Is an object by itself exactly as it appears to our perception? This is the main question that has to be raised even before we try to know how we can contact an object. No contact with anything is possible under the prevailing circumstances because everything stands apart from everything else; spatial distance operates between everything in the world—yourself, myself, and so on.
If spatial distance is an inveterate characteristic of an object, nothing can contact another thing. The spatial description of an object will vitiate even the very attempt to contact it. Thus, we cannot contact anything, really speaking. Even if it is in our grip and we imagine that our hand has contacted it, really there is no such contact because the object is quite different from the grip of our hand. It is totally different. Even if we hold something tightly in our hand and imagine we are contacting it, it is not really contact because it is still outside us and it will drop from our hand. If that is the case, reality cannot be contacted if we are to view it with descriptive qualities such as isolation of one thing from the other, and location at one particular place.
If you can remember what I told you earlier, these discussions must have revealed that there is an interconnection of all things. Thinking that there is no such interconnection is a transcendental error that we commit in the perception of an object. I am I, you are you, that is that; this is not the truth. The undercurrent of interrelation of the very substance of all things is withheld from our ordinary perception. Because all perception is externalised, that which is internally, organically related to another thing cannot be externally perceived. There is a difference between interconnection and externality of perception. The doctrine of the Sankhya that prakriti is the matrix of all things in the world in the form of its potential properties, called sattva, rajas and tamas, indicates that nothing can be isolated from another thing. They are, as it were, waves in a vast sea of material presentation. Though all the waves in the ocean are many in number, they are vitally connected to the bosom of the whole ocean, which does not permit a substantial and real distinction of one wave from another.

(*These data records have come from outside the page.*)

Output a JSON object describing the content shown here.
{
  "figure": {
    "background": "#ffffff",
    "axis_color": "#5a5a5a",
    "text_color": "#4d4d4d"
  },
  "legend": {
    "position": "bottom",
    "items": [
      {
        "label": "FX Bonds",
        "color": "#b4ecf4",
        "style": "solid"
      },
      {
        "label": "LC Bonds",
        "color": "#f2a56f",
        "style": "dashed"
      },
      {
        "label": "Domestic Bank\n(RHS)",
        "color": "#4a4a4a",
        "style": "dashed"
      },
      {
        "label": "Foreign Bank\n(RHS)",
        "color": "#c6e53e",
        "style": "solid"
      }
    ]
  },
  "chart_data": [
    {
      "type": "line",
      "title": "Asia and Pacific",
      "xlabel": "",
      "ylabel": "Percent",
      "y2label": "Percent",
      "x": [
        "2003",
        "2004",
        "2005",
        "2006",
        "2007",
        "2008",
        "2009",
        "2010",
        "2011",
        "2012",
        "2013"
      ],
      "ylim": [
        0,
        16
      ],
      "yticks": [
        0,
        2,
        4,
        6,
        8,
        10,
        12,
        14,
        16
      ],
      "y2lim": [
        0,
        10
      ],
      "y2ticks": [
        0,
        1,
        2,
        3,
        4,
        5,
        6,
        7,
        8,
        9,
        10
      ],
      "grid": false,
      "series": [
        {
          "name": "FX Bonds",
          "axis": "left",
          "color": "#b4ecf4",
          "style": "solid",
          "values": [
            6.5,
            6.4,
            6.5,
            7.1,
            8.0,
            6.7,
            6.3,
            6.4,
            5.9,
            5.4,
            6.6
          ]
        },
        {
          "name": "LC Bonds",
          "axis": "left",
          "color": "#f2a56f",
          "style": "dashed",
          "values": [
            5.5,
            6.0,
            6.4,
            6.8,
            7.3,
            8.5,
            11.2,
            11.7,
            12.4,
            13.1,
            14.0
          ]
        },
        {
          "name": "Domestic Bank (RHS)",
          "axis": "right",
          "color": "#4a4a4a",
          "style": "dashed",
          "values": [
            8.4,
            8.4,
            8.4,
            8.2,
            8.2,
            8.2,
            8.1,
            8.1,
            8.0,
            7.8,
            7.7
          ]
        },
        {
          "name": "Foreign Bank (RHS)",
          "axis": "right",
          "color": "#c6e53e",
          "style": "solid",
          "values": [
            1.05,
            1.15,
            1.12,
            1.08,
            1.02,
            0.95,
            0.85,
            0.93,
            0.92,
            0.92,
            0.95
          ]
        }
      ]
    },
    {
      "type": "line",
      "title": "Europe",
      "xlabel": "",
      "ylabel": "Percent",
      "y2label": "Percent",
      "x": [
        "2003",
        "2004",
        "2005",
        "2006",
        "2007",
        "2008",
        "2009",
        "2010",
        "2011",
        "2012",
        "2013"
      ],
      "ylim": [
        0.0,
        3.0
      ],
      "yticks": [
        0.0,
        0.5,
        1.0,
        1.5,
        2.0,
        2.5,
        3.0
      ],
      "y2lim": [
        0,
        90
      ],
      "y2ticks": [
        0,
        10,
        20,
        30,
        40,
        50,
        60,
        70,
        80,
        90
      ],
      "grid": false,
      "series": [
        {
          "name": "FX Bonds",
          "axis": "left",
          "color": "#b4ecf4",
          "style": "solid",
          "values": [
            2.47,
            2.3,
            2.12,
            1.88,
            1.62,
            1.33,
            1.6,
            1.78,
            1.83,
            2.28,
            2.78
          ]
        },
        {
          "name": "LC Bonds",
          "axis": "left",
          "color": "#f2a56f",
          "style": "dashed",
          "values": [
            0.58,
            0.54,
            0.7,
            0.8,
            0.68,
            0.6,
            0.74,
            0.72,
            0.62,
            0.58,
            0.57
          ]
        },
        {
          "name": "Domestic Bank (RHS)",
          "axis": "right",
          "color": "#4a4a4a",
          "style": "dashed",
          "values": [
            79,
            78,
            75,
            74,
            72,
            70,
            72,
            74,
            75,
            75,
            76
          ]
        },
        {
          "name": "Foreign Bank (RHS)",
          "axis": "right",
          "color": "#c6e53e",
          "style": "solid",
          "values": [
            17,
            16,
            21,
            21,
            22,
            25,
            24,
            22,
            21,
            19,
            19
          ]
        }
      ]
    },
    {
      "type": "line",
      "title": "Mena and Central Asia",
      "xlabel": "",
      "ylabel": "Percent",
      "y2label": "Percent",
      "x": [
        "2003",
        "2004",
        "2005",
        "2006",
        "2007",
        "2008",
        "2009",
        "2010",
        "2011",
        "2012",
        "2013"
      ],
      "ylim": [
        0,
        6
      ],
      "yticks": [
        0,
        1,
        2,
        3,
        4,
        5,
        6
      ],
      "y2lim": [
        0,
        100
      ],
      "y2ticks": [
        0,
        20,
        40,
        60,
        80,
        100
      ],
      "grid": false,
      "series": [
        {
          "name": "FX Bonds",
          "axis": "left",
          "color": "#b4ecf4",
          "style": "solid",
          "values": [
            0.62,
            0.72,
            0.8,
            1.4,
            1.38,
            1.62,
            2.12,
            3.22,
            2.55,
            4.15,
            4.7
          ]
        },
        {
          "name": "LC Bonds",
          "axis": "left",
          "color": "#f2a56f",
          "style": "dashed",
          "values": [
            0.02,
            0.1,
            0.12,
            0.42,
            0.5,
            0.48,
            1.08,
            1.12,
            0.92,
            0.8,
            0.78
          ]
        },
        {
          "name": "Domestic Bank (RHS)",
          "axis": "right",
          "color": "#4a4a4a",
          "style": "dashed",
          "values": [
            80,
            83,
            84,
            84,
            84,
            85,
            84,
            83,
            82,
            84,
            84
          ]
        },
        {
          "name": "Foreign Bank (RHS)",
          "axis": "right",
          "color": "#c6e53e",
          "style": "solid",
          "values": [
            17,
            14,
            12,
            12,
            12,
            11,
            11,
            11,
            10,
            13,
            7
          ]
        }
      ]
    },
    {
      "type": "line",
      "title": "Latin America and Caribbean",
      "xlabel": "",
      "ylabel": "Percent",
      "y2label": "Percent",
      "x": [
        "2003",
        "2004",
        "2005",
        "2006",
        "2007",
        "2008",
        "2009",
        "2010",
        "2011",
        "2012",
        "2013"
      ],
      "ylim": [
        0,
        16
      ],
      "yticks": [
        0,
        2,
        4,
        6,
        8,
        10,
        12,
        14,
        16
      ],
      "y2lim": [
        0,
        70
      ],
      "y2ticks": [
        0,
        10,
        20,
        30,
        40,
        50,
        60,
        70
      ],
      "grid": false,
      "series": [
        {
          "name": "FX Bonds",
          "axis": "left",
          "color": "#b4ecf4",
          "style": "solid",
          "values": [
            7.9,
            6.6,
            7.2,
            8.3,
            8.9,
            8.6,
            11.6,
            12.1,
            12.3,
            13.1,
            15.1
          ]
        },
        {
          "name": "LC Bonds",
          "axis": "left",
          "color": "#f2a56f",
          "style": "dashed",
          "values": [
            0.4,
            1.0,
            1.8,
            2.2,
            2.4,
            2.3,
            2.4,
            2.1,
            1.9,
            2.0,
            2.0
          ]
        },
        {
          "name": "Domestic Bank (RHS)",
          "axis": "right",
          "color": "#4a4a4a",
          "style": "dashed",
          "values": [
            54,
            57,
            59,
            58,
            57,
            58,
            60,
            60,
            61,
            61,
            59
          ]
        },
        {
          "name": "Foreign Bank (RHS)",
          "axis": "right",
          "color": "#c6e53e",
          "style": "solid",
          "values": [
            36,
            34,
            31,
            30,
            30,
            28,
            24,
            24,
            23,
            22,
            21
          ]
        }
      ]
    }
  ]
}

The sense organs, about which we were discussing last time, prevent us from thinking along these lines. Just as when a river is in flood and we are caught up in that flood—there is only one direction of movement permissible to us, and we have no choice over what direction we will move because we are carried away by the force of the waters—so is the case with the power that is exerted by the sense organs that compel us to see with blinkers, in one direction only, and in one manner only.
We were discussing the necessity for self-control, which means the restraint of everything of which our personality is made. Self-control is not closing the eyes or shutting the ears. The very consciousness of externality is contrary to the necessity for self-control. The descriptive characteristics of things and persons are not actually the essence of persons and things. Contact with reality is actually the contact with the essence or substantiality of things which, unfortunately for us, eludes our grasp because of the fact that it underlies both our own selves as perceivers and the objects that are perceived. We are caught as the objects are caught, and one cannot be seen or judged independently, freely.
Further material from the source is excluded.